Quotes about Evils
It is one of the evils of democratical governments, that the people, not always seeing and frequently misled, must often feel before they can act.
- George Washington
The evils of popular government appear greater than they are; there is compensation for them in spirit and energy it awakens.
- Ralph Waldo Emerson
It is the nature of all greatness not to be exact; and great trade will always be attended with considerable abuses. The contraband will always keep pace in some measure with the fair trade. It should stand as a fundamental maxim, that no vulgar precaution ought to be employed in the cure of evils, which are closely connected with the cause of our prosperity.
- Edmund Burke
the evils against which we contend are frequently the fruits of illusions which are similar to our own.
- Reinhold Niebuhr
Perhaps there is no better illustration of the ethical impotency of the modern church than its failure to deal with the evils and ethical problems of stock manipulation.

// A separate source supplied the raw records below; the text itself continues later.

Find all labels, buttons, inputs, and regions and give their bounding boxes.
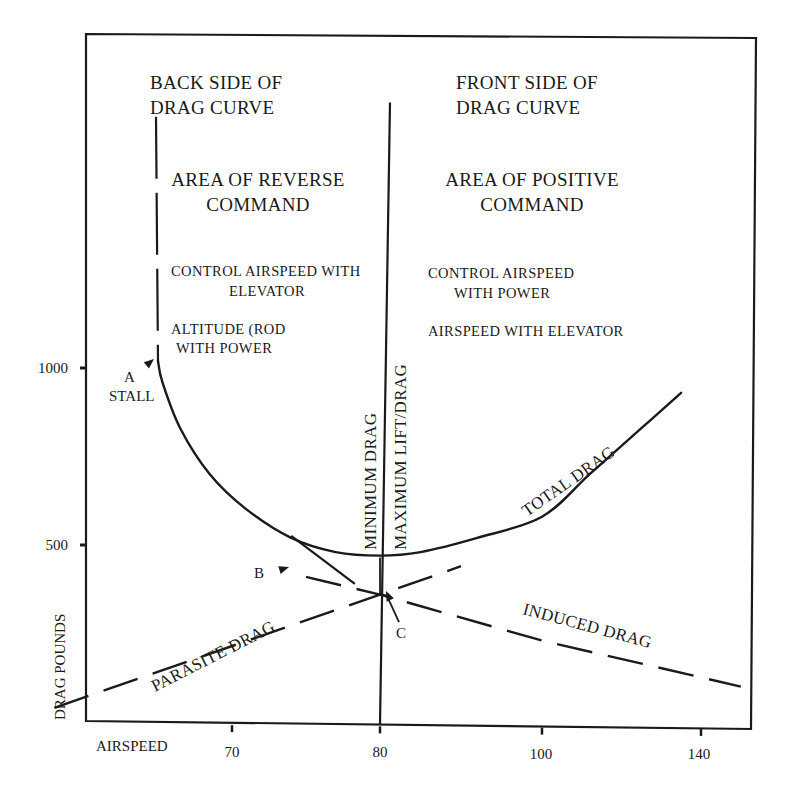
annotation-stall-label: STALL (109, 388, 154, 404)
front-side-heading-2: DRAG CURVE (456, 97, 580, 118)
front-note1-line2: WITH POWER (454, 285, 550, 301)
x-tick-label-100: 100 (530, 746, 553, 762)
induced-drag-line (306, 577, 741, 687)
back-side-heading-1: BACK SIDE OF (150, 72, 282, 93)
back-note2-line1: ALTITUDE (ROD (171, 321, 286, 338)
total-drag-label: TOTAL DRAG (518, 442, 618, 520)
x-tick-label-140: 140 (688, 746, 711, 762)
x-tick-label-70: 70 (225, 744, 240, 760)
stall-boundary-line (156, 117, 158, 361)
positive-command-2: COMMAND (480, 194, 583, 215)
pointer-b-arrowhead (278, 566, 289, 574)
annotation-b-label: B (254, 565, 264, 581)
chart-frame (86, 34, 756, 729)
minimum-drag-label: MINIMUM DRAG (361, 413, 380, 550)
x-axis-label: AIRSPEED (96, 738, 168, 754)
tangent-line-b (291, 536, 355, 584)
annotation-a-label: A (124, 369, 135, 385)
induced-drag-label: INDUCED DRAG (521, 600, 654, 653)
x-tick-label-80: 80 (373, 744, 388, 760)
reverse-command-2: COMMAND (206, 194, 309, 215)
pointer-c-arrowhead (386, 591, 394, 602)
back-note1-line2: ELEVATOR (229, 283, 305, 299)
max-lift-drag-label: MAXIMUM LIFT/DRAG (391, 364, 410, 550)
front-note2-line1: AIRSPEED WITH ELEVATOR (428, 323, 624, 339)
annotation-c-label: C (396, 625, 406, 641)
y-tick-label-1000: 1000 (38, 360, 68, 376)
y-axis-label: DRAG POUNDS (52, 614, 68, 720)
front-side-heading-1: FRONT SIDE OF (456, 72, 598, 93)
positive-command-1: AREA OF POSITIVE (445, 169, 619, 190)
back-note1-line1: CONTROL AIRSPEED WITH (171, 263, 361, 279)
parasite-drag-label: PARASITE DRAG (148, 617, 278, 696)
back-note2-line2: WITH POWER (176, 340, 272, 356)
y-tick-label-500: 500 (46, 537, 69, 553)
back-side-heading-2: DRAG CURVE (150, 97, 274, 118)
drag-curve-chart: BACK SIDE OF DRAG CURVE AREA OF REVERSE … (0, 0, 787, 799)
front-note1-line1: CONTROL AIRSPEED (428, 265, 574, 281)
pointer-a-arrowhead (144, 359, 154, 368)
pointer-c-line (388, 598, 399, 622)
reverse-command-1: AREA OF REVERSE (171, 169, 344, 190)
min-drag-vertical-line (380, 103, 390, 725)
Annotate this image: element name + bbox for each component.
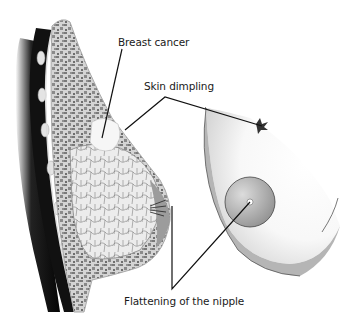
- breast-cancer-diagram: [0, 0, 348, 321]
- glandular-tissue: [70, 144, 160, 259]
- external-view: [204, 108, 340, 276]
- cross-section: [16, 20, 171, 312]
- label-skin-dimpling: Skin dimpling: [144, 80, 214, 92]
- label-nipple-flattening: Flattening of the nipple: [124, 295, 244, 307]
- label-breast-cancer: Breast cancer: [118, 36, 189, 48]
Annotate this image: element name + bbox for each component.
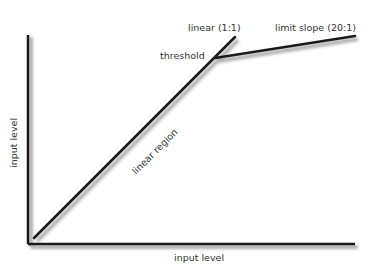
linear-line [34, 37, 235, 238]
line-shadows [31, 37, 358, 247]
limit-slope-label: limit slope (20:1) [275, 22, 356, 33]
linear-label: linear (1:1) [188, 22, 241, 33]
y-axis-label: input level [8, 118, 19, 168]
threshold-label: threshold [160, 50, 205, 61]
x-axis-label: input level [174, 252, 224, 263]
compressor-diagram: linear (1:1) limit slope (20:1) threshol… [0, 0, 384, 274]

Millions in property values are created by pure legerdemain. Stock dividends, watered stock and excessive rise in stock values, due to the productivity of the modern machine, are accepted by the church without murmur if only a slight return is made by the beneficiaries through church philanthropies [1927].
- Reinhold Niebuhr
For five hundred years, Christian teachers defined and redefined salvation almost entirely in individualistic terms, while well-disguised social evils—greed, pride, ambition, deceit, gluttony—moved to the highest levels of power and influence, even in our churches.
- Fr. Richard Rohr
There are no necessary evils in government. Its evils exist only in its abuses. If it would confine itself to equal protection, and, as Heaven does its rains, shower its favors alike on the high and the low, the rich and the poor, it would be an unqualified blessing.
- Andrew Jackson
There is one sweet lenitive at least for evils, which nature holds out; so I took it kindly at her hands, and fell asleep.
- Laurence Sterne
But pain is perfect misery, the worst of evils, and excessive, overturns all patience.
- John Milton
Shall I show you the sinews of a philosopher? What sinews are those? - A will undisappointed; evils avoided; powers daily exercised; careful resolutions; unerring decisions.
- Epictetus
Socrates was the first to call philosophy down from the heavens and to place it in cities, and even to introduce it into homes and compel it to inquire about life and standards and goods and evils.